I’ve thrown my share of words at “hot button issues” – can you tell I don’t care for that expression? That lesbian woman at the top of this essay? Her name is Holly. She is not an “issue.” She’s a human being.

Before I took the time to know her, I was the one who just didn’t think. I’ve spoken as a fool about things I did not begin to understand.

I’m afraid it’s entirely possible that I still am.

When one part suffers, every part…” what, stands back to dissect it?

I’m sorry for me.

What if people looking in from the outside were to overhear that? Or those on the inside who are right now contemplating the door? Might we change the moment when changing the moment is the last thing on our minds? When what’s filling our minds is something else entirely?

How a guy like me hopes that whoever may have heard me might extend me this grace and give me the chance to say, “I was wrong. I have no explanation. You deserved better. I hope you can forgive me.

We are not so different after all.

On the top of a page write, “Who am I?” Then make your list of personal identifiers. I’ll make mine. Next, we’ll each rank whatever came into our minds. Let items settle to the bottom where you have very little a stake.
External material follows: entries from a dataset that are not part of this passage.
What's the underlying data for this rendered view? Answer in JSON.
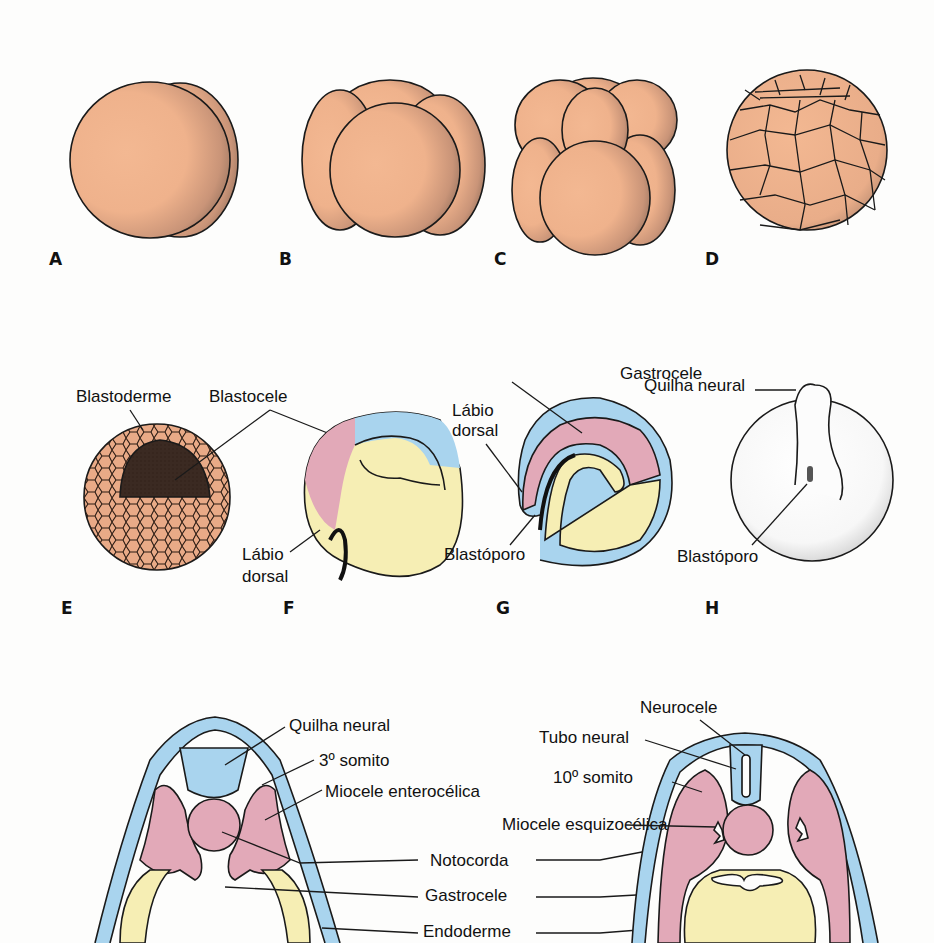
{
  "figure": {
    "panels": [
      {
        "id": "A",
        "label": "A"
      },
      {
        "id": "B",
        "label": "B"
      },
      {
        "id": "C",
        "label": "C"
      },
      {
        "id": "D",
        "label": "D"
      },
      {
        "id": "E",
        "label": "E",
        "annotations": [
          "Blastoderme",
          "Blastocele"
        ]
      },
      {
        "id": "F",
        "label": "F",
        "annotations": [
          "Lábio",
          "dorsal"
        ]
      },
      {
        "id": "G",
        "label": "G",
        "annotations": [
          "Gastrocele",
          "Lábio",
          "dorsal",
          "Blastóporo"
        ]
      },
      {
        "id": "H",
        "label": "H",
        "annotations": [
          "Quilha neural",
          "Blastóporo"
        ]
      }
    ],
    "section_left": {
      "annotations": [
        "Quilha neural",
        "3º somito",
        "Miocele enterocélica"
      ]
    },
    "section_right": {
      "annotations": [
        "Neurocele",
        "Tubo neural",
        "10º somito",
        "Miocele esquizocélica"
      ]
    },
    "shared_labels": [
      "Notocorda",
      "Gastrocele",
      "Endoderme"
    ],
    "colors": {
      "embryo_orange": "#f2b48f",
      "ectoderm_blue": "#a9d4ee",
      "mesoderm_pink": "#e2a9b8",
      "endoderm_yellow": "#f6eeb4",
      "outline": "#1a1a1a"
    }
  }
}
You’re a dog lover, let’s say. At the top whatever lives closest to the core.

Now we set our two lists side by side.

Where our lists are the same – where identities overlap – there we experience what someone has called “the sharing of human stuff.” In each moment of, “What? Me, too!” hides a beautiful potential. We are connecting. We might just come to matter to one another. Really matter.

If we lack any such recognition of a deeply shared humanity, down deep at the level of who we actually are, what poor Christian ambassadors we would be–or worse, what poor friends?

A prominent Christian spokesperson who left the LGBTQ world wrote candidly that sexuality wasn’t her real problem at all. Her problem was pride. It was autonomy. It was “no one is going to tell me what to do!

I don’t assume she speaks for everyone. Not at all. But when I first read that, I said, “Oh.

We’re not so different after all.

You were born that way? Well, I was born this way. And it isn’t pretty. Disordered desires. The common pain of the sinner. We are sexual offenders, one and all. We have fallen the same fall, you and I. We are no less broken. No less needy. We each have our secrets, things to make us cringe at the thought that they should ever see the light of day.

Differences recede.

We all have the same need to come clean. No one gets to come at this from a position above. I don’t care who you are, and I don’t care who hears me.

We all need Jesus.

We need his call to get ahold of us though it would undo you and me both, shake us to the core: “Anyone of you who does not give up everything he has cannot be my disciple.” (Luke 14:33) We are alike – indistinguishable, in fact, in our need to daily die to ourselves and daily rise with him. It is at the cross of Jesus that all pride and personal autonomy go to die.

You are not your own, you are bought with a price.” (1 Corinthians 6:20)

Who am I? God alone knows.

I am his.

There it sits, incandescently beautiful, at the top of our two lists to transcend any lesser identity that can be thought of. Yes, differences recede. The one vital thing between us is Jesus, what he has done for you, what he has done to me.